Many have tried to lift that curtain. So-called “reality TV” shows such as “Cops” and “Live PD” provided a glimpse of that world with police jumping out of cars to engage in foot chases with lights and cameras following close behind or barging into people’s homes during their worst moments. But these shows focus entirely on moralizing narratives and crafty editing that always celebrate the police. They fail to reveal that darker truth that we know lies beyond the bright lights. 

In the wake of the police killings of Michael Brown, Eric Garner, Tamir Rice and so many others in 2014, Americans were told there would be a new way to know what really happened; to see with our own eyes the truth of policing. Officer-worn body cameras would finally lift the curtain. Millions of dollars have been poured into this technology, which is now widespread. Police departments said that the presence of cameras would both tell us the truth and act as a deterrent to the worst police abuses. The footage would mean citizens and officials alike would no longer have to take the official police narratives or the carefully constructed functional drama at face value.
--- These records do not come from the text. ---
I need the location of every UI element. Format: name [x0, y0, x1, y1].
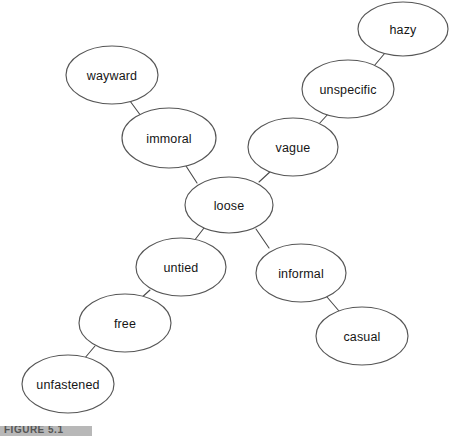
node-label-hazy: hazy — [389, 23, 417, 37]
node-label-untied: untied — [164, 261, 199, 275]
node-label-unfastened: unfastened — [36, 378, 99, 392]
edge-loose-to-immoral — [186, 166, 197, 183]
node-label-informal: informal — [278, 267, 324, 281]
node-untied[interactable]: untied — [136, 238, 226, 296]
node-informal[interactable]: informal — [256, 244, 346, 302]
network-canvas: looseimmoralwaywardvagueunspecifichazyun… — [0, 0, 457, 436]
node-casual[interactable]: casual — [316, 307, 408, 365]
node-label-free: free — [114, 317, 136, 331]
figure-caption-text: FIGURE 5.1 — [4, 426, 63, 435]
edge-loose-to-informal — [256, 229, 269, 248]
node-unfastened[interactable]: unfastened — [22, 355, 114, 413]
figure-caption-bar: FIGURE 5.1 — [0, 426, 92, 436]
node-immoral[interactable]: immoral — [122, 108, 216, 168]
semantic-network-diagram: looseimmoralwaywardvagueunspecifichazyun… — [0, 0, 457, 436]
node-label-immoral: immoral — [146, 132, 192, 146]
nodes-group: looseimmoralwaywardvagueunspecifichazyun… — [22, 2, 448, 413]
node-free[interactable]: free — [79, 294, 171, 352]
node-label-wayward: wayward — [86, 69, 137, 83]
edge-unspecific-to-hazy — [374, 53, 385, 66]
node-label-casual: casual — [343, 330, 380, 344]
node-wayward[interactable]: wayward — [66, 46, 158, 104]
node-label-vague: vague — [276, 141, 311, 155]
node-loose[interactable]: loose — [185, 177, 273, 233]
node-label-loose: loose — [214, 199, 245, 213]
edge-immoral-to-wayward — [130, 101, 141, 116]
node-vague[interactable]: vague — [248, 118, 338, 176]
node-label-unspecific: unspecific — [319, 83, 376, 97]
node-hazy[interactable]: hazy — [358, 2, 448, 56]
edge-informal-to-casual — [327, 297, 339, 311]
node-unspecific[interactable]: unspecific — [302, 60, 394, 118]
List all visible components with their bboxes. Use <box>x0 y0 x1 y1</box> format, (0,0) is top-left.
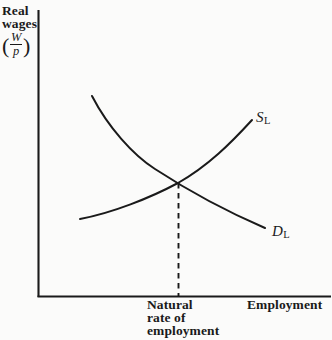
supply-curve-letter: S <box>256 109 264 125</box>
supply-curve-subscript: L <box>264 115 270 126</box>
natural-rate-caption: Natural rate of employment <box>147 298 219 338</box>
x-axis-label: Employment <box>247 298 322 311</box>
natural-rate-caption-line3: employment <box>147 324 219 337</box>
demand-curve-letter: D <box>272 223 283 239</box>
supply-curve-label: SL <box>256 110 270 127</box>
labour-market-diagram: Real wages (Wp) SL DL Natural rate of em… <box>0 0 332 340</box>
demand-curve-subscript: L <box>283 229 289 240</box>
labour-supply-curve <box>80 120 252 219</box>
demand-curve-label: DL <box>272 224 290 241</box>
plot-canvas <box>0 0 332 340</box>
But the Pelosi and Nichols videos illustrate both our fascination with body cameras and their failure to deliver the goods. In the Pelosi footage, officers  arrive at the front door of the Pelosi home with the door open and two men gripping a hammer. The officers are attempting to calmly assess the situation when the assailant gains control of the hammer and, right in front of the police, swings the hammer at Pelosi’s head with full force. The officers dutifully jump into action and restrain the man, but only after the damage has been done. 

What truth was uncovered from viewing this? Although it should definitely put to rest the many mostly far-right conspiracy theories that proliferated in the wake of the attack, the unsatisfying fact is that even when the police are at your doorstep, they are not always able to protect you. That, despite their good intentions, their presence does not equal safety. 
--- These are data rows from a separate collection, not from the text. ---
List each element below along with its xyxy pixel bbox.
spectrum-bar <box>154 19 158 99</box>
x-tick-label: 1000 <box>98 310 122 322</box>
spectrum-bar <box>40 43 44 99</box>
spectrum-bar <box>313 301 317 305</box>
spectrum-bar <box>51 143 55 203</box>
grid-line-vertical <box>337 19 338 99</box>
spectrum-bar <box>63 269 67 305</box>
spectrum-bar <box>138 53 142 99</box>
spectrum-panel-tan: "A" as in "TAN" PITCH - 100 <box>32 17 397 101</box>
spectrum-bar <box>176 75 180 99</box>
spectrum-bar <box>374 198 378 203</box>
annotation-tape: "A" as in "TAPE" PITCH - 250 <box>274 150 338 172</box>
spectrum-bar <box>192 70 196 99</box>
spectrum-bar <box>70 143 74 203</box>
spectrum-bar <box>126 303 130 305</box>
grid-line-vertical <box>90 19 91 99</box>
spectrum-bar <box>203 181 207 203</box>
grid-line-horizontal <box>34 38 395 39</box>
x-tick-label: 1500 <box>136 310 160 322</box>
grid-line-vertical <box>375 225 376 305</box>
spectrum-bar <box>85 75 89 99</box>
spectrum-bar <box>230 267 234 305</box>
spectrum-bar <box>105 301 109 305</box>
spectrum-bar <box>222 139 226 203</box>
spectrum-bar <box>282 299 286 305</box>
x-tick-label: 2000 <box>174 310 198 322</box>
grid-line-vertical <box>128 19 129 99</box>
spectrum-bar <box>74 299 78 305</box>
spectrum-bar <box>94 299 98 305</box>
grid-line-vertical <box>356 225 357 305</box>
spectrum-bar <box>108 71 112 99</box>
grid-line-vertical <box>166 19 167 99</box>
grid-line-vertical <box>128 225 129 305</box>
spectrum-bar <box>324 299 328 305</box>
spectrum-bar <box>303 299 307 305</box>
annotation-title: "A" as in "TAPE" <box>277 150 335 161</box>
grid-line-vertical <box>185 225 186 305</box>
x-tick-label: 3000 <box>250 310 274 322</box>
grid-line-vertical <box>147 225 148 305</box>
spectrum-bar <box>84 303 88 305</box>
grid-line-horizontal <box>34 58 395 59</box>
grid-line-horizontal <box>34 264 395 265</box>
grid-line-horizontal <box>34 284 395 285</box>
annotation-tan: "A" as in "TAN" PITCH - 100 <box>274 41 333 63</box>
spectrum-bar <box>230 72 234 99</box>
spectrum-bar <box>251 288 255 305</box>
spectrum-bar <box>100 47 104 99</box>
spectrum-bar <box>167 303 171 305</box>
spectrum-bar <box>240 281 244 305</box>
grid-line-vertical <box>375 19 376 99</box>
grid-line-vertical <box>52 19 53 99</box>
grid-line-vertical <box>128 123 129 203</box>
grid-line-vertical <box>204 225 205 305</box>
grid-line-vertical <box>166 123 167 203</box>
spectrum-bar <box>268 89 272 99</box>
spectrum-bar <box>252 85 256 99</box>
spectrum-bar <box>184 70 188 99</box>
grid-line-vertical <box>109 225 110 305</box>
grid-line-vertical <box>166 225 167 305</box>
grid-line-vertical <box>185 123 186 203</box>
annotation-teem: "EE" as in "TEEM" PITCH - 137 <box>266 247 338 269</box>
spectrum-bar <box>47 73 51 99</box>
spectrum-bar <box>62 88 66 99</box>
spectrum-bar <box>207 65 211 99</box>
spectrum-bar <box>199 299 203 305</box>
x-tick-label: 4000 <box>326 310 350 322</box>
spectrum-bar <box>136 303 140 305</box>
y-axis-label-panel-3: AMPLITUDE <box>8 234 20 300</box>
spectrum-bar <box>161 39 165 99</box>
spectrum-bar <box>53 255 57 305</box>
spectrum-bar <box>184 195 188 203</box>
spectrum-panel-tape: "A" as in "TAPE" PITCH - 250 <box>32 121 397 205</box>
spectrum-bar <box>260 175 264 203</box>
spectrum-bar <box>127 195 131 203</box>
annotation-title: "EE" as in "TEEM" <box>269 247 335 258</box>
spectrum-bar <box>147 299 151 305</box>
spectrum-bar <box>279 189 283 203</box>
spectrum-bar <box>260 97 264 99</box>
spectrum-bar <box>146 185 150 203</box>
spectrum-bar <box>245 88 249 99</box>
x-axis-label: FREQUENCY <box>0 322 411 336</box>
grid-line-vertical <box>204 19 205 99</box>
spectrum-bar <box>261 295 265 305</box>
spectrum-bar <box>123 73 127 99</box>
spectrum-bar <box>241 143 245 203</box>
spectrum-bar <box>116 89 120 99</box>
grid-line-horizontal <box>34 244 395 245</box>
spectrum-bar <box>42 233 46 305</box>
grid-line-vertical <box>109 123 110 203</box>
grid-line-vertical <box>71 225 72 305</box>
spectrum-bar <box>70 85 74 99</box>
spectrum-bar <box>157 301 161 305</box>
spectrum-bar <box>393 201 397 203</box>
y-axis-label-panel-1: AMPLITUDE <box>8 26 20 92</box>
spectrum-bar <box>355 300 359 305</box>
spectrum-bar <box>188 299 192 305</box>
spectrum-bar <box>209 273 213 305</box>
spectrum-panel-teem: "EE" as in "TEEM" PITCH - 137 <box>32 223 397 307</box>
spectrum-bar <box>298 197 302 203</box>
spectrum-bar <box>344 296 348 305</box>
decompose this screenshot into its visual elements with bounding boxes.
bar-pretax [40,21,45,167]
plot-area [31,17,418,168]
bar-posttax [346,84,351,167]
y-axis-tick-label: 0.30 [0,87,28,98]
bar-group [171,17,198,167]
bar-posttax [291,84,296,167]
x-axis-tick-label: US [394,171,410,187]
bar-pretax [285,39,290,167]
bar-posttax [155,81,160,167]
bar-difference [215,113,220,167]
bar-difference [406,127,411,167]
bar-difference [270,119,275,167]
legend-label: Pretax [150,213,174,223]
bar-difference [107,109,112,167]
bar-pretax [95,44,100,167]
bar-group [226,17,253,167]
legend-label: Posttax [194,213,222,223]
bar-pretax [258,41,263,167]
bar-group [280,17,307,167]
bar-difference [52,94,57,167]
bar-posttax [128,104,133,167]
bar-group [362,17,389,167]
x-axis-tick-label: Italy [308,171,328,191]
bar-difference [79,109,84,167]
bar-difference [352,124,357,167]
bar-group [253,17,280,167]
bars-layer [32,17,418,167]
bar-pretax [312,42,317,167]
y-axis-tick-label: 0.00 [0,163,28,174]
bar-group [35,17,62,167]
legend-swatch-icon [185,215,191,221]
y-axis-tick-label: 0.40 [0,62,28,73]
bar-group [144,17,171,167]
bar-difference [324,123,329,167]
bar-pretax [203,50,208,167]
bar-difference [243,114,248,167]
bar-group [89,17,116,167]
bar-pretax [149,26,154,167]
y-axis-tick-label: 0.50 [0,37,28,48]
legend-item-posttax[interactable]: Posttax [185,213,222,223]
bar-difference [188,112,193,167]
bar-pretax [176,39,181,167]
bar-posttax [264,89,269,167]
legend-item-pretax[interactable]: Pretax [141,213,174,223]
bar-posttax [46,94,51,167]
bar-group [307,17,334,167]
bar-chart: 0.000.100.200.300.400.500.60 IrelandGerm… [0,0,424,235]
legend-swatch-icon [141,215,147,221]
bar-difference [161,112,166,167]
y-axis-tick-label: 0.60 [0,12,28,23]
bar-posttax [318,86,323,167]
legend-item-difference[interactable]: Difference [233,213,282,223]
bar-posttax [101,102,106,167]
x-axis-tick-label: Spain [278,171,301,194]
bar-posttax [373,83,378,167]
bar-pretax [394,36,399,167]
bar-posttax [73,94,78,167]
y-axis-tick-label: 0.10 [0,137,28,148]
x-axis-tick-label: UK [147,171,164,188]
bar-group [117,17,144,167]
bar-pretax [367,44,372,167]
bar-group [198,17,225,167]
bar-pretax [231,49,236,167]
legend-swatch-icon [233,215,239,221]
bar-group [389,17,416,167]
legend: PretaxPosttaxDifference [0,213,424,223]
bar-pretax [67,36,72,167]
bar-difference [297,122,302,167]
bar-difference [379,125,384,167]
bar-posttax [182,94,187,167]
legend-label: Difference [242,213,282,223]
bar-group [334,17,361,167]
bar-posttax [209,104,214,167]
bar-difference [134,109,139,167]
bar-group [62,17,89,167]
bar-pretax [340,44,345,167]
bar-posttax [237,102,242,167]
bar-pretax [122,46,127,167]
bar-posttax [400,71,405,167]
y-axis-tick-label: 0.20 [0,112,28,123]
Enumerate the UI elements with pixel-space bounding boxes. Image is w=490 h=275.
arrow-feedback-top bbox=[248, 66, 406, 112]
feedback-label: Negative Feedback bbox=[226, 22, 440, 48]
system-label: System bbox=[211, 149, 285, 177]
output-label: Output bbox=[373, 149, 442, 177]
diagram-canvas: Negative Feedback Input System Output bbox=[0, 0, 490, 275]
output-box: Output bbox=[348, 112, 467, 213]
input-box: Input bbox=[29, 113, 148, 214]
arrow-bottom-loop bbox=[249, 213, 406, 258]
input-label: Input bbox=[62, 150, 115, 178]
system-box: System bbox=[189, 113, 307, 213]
In the case of Nichols’ beating by Memphis police, the footage released is incomplete (as is often the case). The officers who made the initial stop were part of a now-disbanded plainclothes squad who didn’t wear body cameras. We are left to view footage from uniformed officers as they arrive on the scene. What we do see, however, is a litany of horrors. A young man in his car, who has not committed any crime, is set upon by officers based on their suspicions that something is amiss and ultimately beaten to death while being restrained.

Increasingly, the police know they are being filmed, but can use the cameras to establish a false narrative. An officer in Baltimore was found to be using his camera to “re-create” the discovery of drugs he claimed to have found earlier. In this case, even though they had Nichols restrained, officers continued to yell out “give me your hands” to justify for the cameras the beating they were giving him.
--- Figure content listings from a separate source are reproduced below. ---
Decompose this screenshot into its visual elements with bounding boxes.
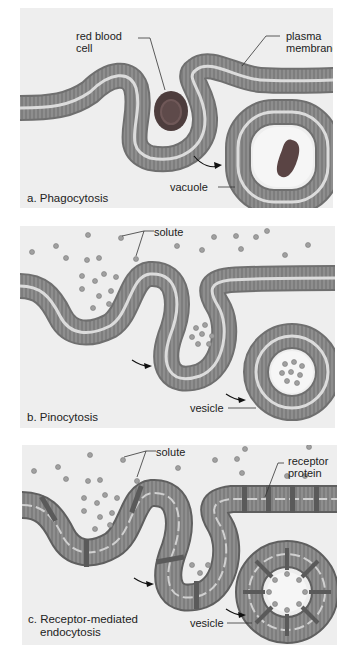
membrane-leader-line <box>242 36 280 66</box>
label-vacuole: vacuole <box>170 181 208 193</box>
solute-leader-line <box>124 451 156 477</box>
arrowhead-icon <box>146 581 154 587</box>
panel-phagocytosis: red bloodcell plasmamembrane vacuole a. … <box>20 8 333 208</box>
vacuole-icon <box>238 112 328 202</box>
arrowhead-icon <box>144 363 152 369</box>
label-red-blood-cell: red bloodcell <box>76 30 122 54</box>
panel-receptor-mediated-endocytosis: solute receptorprotein vesicle c. Recept… <box>22 445 337 645</box>
label-solute: solute <box>154 226 183 238</box>
caption-phagocytosis: a. Phagocytosis <box>27 192 108 205</box>
label-vesicle: vesicle <box>190 617 224 629</box>
panel-pinocytosis: solute vesicle b. Pinocytosis <box>20 226 335 428</box>
vesicle-icon <box>256 336 328 408</box>
label-receptor-protein: receptorprotein <box>288 455 328 479</box>
caption-receptor-mediated-endocytosis: c. Receptor-mediated endocytosis <box>28 613 138 639</box>
label-plasma-membrane: plasmamembrane <box>286 30 333 54</box>
caption-pinocytosis: b. Pinocytosis <box>27 411 98 424</box>
label-solute: solute <box>156 446 185 458</box>
pinocytosis-diagram <box>20 226 335 428</box>
solute-leader-line <box>122 231 154 256</box>
vesicle-icon <box>243 548 331 636</box>
red-blood-cell-icon <box>154 91 188 131</box>
label-vesicle: vesicle <box>190 402 224 414</box>
arrowhead-icon <box>238 397 246 403</box>
arrowhead-icon <box>214 162 222 169</box>
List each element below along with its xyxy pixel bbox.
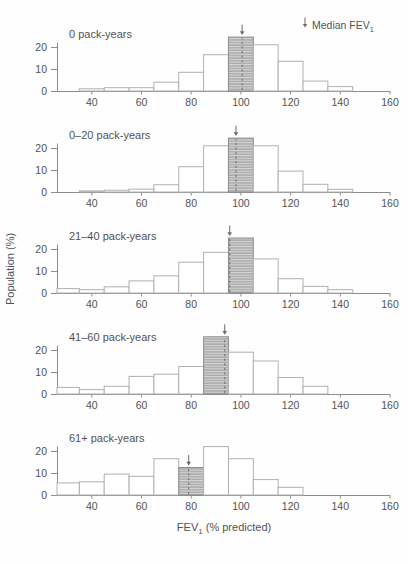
x-tick-label: 140 [332, 500, 350, 512]
y-tick-label: 0 [41, 85, 47, 97]
histogram-bar [129, 476, 154, 495]
histogram-bar [129, 189, 154, 192]
histogram-bar [253, 361, 278, 394]
x-tick-label: 100 [232, 298, 250, 310]
x-tick-label: 120 [282, 399, 300, 411]
histogram-bar [204, 252, 229, 293]
histogram-bar [228, 352, 253, 394]
y-tick-label: 20 [35, 41, 47, 53]
histogram-bar [104, 88, 129, 91]
histogram-bar [179, 262, 204, 293]
histogram-bar [278, 61, 303, 91]
histogram-bar [204, 55, 229, 91]
fev1-histogram-figure: Median FEV1010204060801001201401600 pack… [0, 0, 408, 566]
histogram-bar-median [228, 37, 253, 91]
histogram-bar [278, 171, 303, 192]
histogram-bar [303, 386, 328, 394]
x-tick-label: 140 [332, 197, 350, 209]
x-tick-label: 160 [381, 298, 399, 310]
histogram-bar [179, 72, 204, 91]
histogram-bar [104, 474, 129, 495]
histogram-bar [57, 483, 79, 495]
histogram-bar [179, 367, 204, 395]
histogram-bar [278, 487, 303, 495]
panel-label: 21–40 pack-years [69, 230, 157, 242]
panel-label: 0–20 pack-years [69, 129, 151, 141]
x-tick-label: 140 [332, 399, 350, 411]
histogram-bar [79, 89, 104, 91]
y-tick-label: 0 [41, 186, 47, 198]
y-tick-label: 20 [35, 445, 47, 457]
x-tick-label: 40 [86, 399, 98, 411]
panel-label: 41–60 pack-years [69, 331, 157, 343]
histogram-bar [154, 459, 179, 495]
histogram-bar [154, 374, 179, 394]
x-tick-label: 80 [185, 298, 197, 310]
x-tick-label: 100 [232, 399, 250, 411]
histogram-bar [253, 146, 278, 192]
histogram-bar [79, 191, 104, 192]
x-tick-label: 60 [136, 298, 148, 310]
y-axis-title: Population (%) [4, 233, 16, 305]
histogram-bar [154, 185, 179, 192]
y-tick-label: 10 [35, 63, 47, 75]
y-tick-label: 0 [41, 489, 47, 501]
histogram-bar [303, 81, 328, 91]
x-tick-label: 40 [86, 298, 98, 310]
histogram-bar [253, 259, 278, 293]
x-tick-label: 80 [185, 197, 197, 209]
x-tick-label: 80 [185, 500, 197, 512]
histogram-bar [129, 88, 154, 91]
histogram-bar [104, 386, 129, 394]
x-tick-label: 120 [282, 298, 300, 310]
x-tick-label: 40 [86, 197, 98, 209]
y-tick-label: 0 [41, 287, 47, 299]
histogram-bar [79, 390, 104, 394]
histogram-bar [104, 287, 129, 293]
panel-label: 61+ pack-years [69, 432, 145, 444]
x-tick-label: 40 [86, 500, 98, 512]
x-tick-label: 160 [381, 96, 399, 108]
fev1-histogram-chart: Median FEV1010204060801001201401600 pack… [0, 0, 408, 566]
x-tick-label: 40 [86, 96, 98, 108]
x-tick-label: 160 [381, 399, 399, 411]
histogram-bar [278, 378, 303, 395]
y-tick-label: 0 [41, 388, 47, 400]
x-tick-label: 100 [232, 500, 250, 512]
x-tick-label: 60 [136, 500, 148, 512]
histogram-bar [57, 289, 79, 293]
histogram-bar [104, 190, 129, 192]
y-tick-label: 20 [35, 243, 47, 255]
histogram-bar [303, 286, 328, 293]
x-tick-label: 60 [136, 96, 148, 108]
histogram-bar [328, 290, 353, 293]
histogram-bar [328, 189, 353, 192]
histogram-bar [179, 167, 204, 192]
histogram-bar [328, 87, 353, 91]
y-tick-label: 10 [35, 366, 47, 378]
x-tick-label: 60 [136, 197, 148, 209]
histogram-bar [253, 45, 278, 91]
x-tick-label: 100 [232, 96, 250, 108]
x-tick-label: 80 [185, 96, 197, 108]
y-tick-label: 10 [35, 265, 47, 277]
y-tick-label: 10 [35, 164, 47, 176]
histogram-bar-median [179, 468, 204, 496]
x-tick-label: 100 [232, 197, 250, 209]
y-tick-label: 20 [35, 142, 47, 154]
histogram-bar [57, 387, 79, 394]
histogram-bar [204, 447, 229, 495]
x-tick-label: 160 [381, 500, 399, 512]
x-tick-label: 140 [332, 96, 350, 108]
y-tick-label: 10 [35, 467, 47, 479]
x-tick-label: 80 [185, 399, 197, 411]
histogram-bar [228, 459, 253, 495]
x-tick-label: 120 [282, 500, 300, 512]
histogram-bar [253, 480, 278, 495]
x-tick-label: 160 [381, 197, 399, 209]
x-tick-label: 60 [136, 399, 148, 411]
histogram-bar-median [228, 238, 253, 293]
histogram-bar [303, 184, 328, 192]
histogram-bar [79, 482, 104, 495]
histogram-bar [154, 82, 179, 91]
In the end, the presence of body cameras did nothing to reduce the police use of violence. They did not save his life. It turns out that the hoped for value of deterrence just isn’t there in the ways we imagined. A systematic study of the introduction of body cameras in some neighborhoods in Washington, D.C., showed they made no measurable difference in any aspect of policing. But the city decided to give cameras to all officers anyway because police officers were using them for evidence collection. 

Body cameras are not going to save Americans or give us a deeper truth about the world of violence that police inhabit and produce. The truth is already out there in the long history of policing. We merely refuse to look at it. We hide behind empty hopes that a little training, oversight and accountability will somehow transform an institution rooted in the use of violence to maintain systems of inequality. From Ferguson to Minneapolis to Memphis, the demand on the streets is not for more technology for police; it is to dismantle policing and replace it with less harmful alternatives in as many ways as we possibly can.